Syrian troops accused of opening fire on protesters
After the latest crackdown on a five-week uprising against President Bashar Assad’s authoritarian regime, activists on social media posted footage of what they said were troops firing throughout Daraa. The sound of heavy gunfire punctuates the footage.
Daraa has become an epicentre of the protest movement which kicked off in the town more than a month ago after authorities arrested a group of teenagers who scrawled anti-regime graffiti on a wall.
Since then, more than 300 people have been killed across the country as the anti-government demonstrations have swelled.
There was no immediate word on casualties, and telephone links to Daraa appeared to have been cut off.
The video could not be independently verified and all witnesses spoke on condition of anonymity for fear of reprisals. Syria has banned nearly all foreign media and restricted access to trouble spots since the uprising began, making it nearly impossible to get independent assessments of the situation on the ground.
Witnesses also said Syrian security forces had opened fire in the suburbs of Damascus yesterday.
More than 120 people have been killed in Syria since Friday, and the rising level of violence brought calls from the watchdog group Human Rights Watch for a UN inquiry.
Syrian security forces have detained dozens of opposition activists since Saturday as authorities turned to pinpoint raids to quell the revolt.
The strategy, described by a rights activist, appears to be aimed at rattling the opposition’s leadership and showing that the state’s ability to conduct sweeping arrests has not changed despite the abolition of near 50-year-old emergency laws last week.
The raids were concentrated around the capital Damascus and the central city of Homs, a hotbed of demonstrations against Assad’s authoritarian rule, said Ammar Qurabi, head of the National Organisation for Human Rights in Syria.
“These people are not being arrested in a legal way. They are being kidnapped,” Qurabi said, claiming the plainclothes security agents did not have formal arrest warrants.
Qurabi did not have full figures for those detained, but said at least 20 people were arrested in Homs.
A resident in the Damascus suburb of Douma said at least five people were taken into custody and authorities cut internet and telephone lines.
Assad has blamed most of the unrest on a foreign conspiracy and armed thugs trying to sow sectarian strife. The state-run news agency SANA said 286 police officers have been wounded since the uprising began.
But possible cracks could be emerging from within. Two members stepped down from the provincial council in the southern region of Daraa, which has the highest death toll in the country. The resignations came a day after two lawmakers and a religious leader from Daraa also turned their backs on Assad in disgust over the killings.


Problem details — If a line in the entries below includes the string "tick", copy it out.

________________________________________

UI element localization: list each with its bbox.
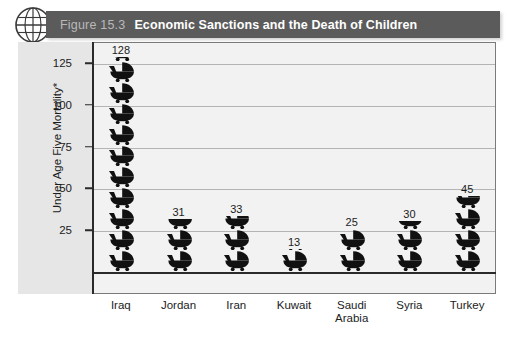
y-tick-label: 125	[36, 57, 72, 69]
baby-pram-icon	[222, 229, 252, 250]
y-tick-mark	[85, 146, 92, 148]
y-tick-mark	[85, 229, 92, 231]
bar-pictogram-stack	[165, 219, 195, 271]
baby-pram-icon	[165, 219, 195, 229]
bar-value-label: 31	[149, 206, 209, 218]
baby-pram-icon	[107, 103, 137, 124]
bar	[280, 249, 310, 271]
y-tick-label: 50	[36, 182, 72, 194]
baby-pram-icon	[222, 250, 252, 271]
bar	[338, 229, 368, 271]
figure-number: Figure 15.3	[60, 18, 125, 32]
gridline	[93, 231, 495, 232]
baby-pram-icon	[222, 216, 252, 229]
baby-pram-icon	[107, 61, 137, 82]
x-axis-line	[92, 272, 496, 274]
x-axis-label: Turkey	[429, 299, 505, 312]
bar	[395, 221, 425, 271]
gridline	[93, 189, 495, 190]
baby-pram-icon	[453, 229, 483, 250]
bar-value-label: 45	[437, 183, 497, 195]
y-tick-label: 100	[36, 99, 72, 111]
bar	[453, 196, 483, 271]
bar-pictogram-stack	[280, 249, 310, 271]
bar-value-label: 30	[379, 208, 439, 220]
baby-pram-icon	[165, 250, 195, 271]
bar-value-label: 128	[91, 44, 151, 56]
bar	[107, 57, 137, 271]
baby-pram-icon	[107, 82, 137, 103]
bar-pictogram-stack	[107, 57, 137, 271]
y-axis-panel: Under Age Five Mortality*	[18, 42, 92, 294]
baby-pram-icon	[107, 166, 137, 187]
bar	[222, 216, 252, 271]
baby-pram-icon	[280, 250, 310, 271]
baby-pram-icon	[107, 250, 137, 271]
baby-pram-icon	[453, 196, 483, 208]
bar-value-label: 13	[264, 236, 324, 248]
plot-area	[92, 42, 496, 294]
baby-pram-icon	[165, 229, 195, 250]
baby-pram-icon	[338, 229, 368, 250]
baby-pram-icon	[453, 250, 483, 271]
y-tick-label: 75	[36, 141, 72, 153]
bar-pictogram-stack	[395, 221, 425, 271]
baby-pram-icon	[338, 250, 368, 271]
y-axis-line	[92, 42, 94, 294]
baby-pram-icon	[453, 208, 483, 229]
bar-pictogram-stack	[338, 229, 368, 271]
baby-pram-icon	[107, 229, 137, 250]
bar-value-label: 25	[322, 216, 382, 228]
y-tick-label: 25	[36, 224, 72, 236]
baby-pram-icon	[395, 229, 425, 250]
baby-pram-icon	[107, 124, 137, 145]
y-tick-mark	[85, 62, 92, 64]
figure-title: Economic Sanctions and the Death of Chil…	[134, 18, 417, 32]
figure-container: Figure 15.3 Economic Sanctions and the D…	[0, 0, 513, 338]
baby-pram-icon	[107, 145, 137, 166]
y-tick-mark	[85, 188, 92, 190]
gridline	[93, 106, 495, 107]
bar-pictogram-stack	[222, 216, 252, 271]
baby-pram-icon	[107, 208, 137, 229]
baby-pram-icon	[107, 187, 137, 208]
bar	[165, 219, 195, 271]
baby-pram-icon	[395, 250, 425, 271]
y-tick-mark	[85, 104, 92, 106]
gridline	[93, 64, 495, 65]
gridline	[93, 148, 495, 149]
baby-pram-icon	[395, 221, 425, 229]
figure-title-band: Figure 15.3 Economic Sanctions and the D…	[46, 11, 500, 38]
bar-pictogram-stack	[453, 196, 483, 271]
bar-value-label: 33	[206, 203, 266, 215]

________________________________________

Answer for the task —
y-tick-label: 125	[36, 57, 72, 69]
y-tick-mark	[85, 146, 92, 148]
y-tick-mark	[85, 229, 92, 231]
y-tick-label: 50	[36, 182, 72, 194]
y-tick-label: 100	[36, 99, 72, 111]
y-tick-label: 75	[36, 141, 72, 153]
y-tick-label: 25	[36, 224, 72, 236]
y-tick-mark	[85, 62, 92, 64]
y-tick-mark	[85, 188, 92, 190]
y-tick-mark	[85, 104, 92, 106]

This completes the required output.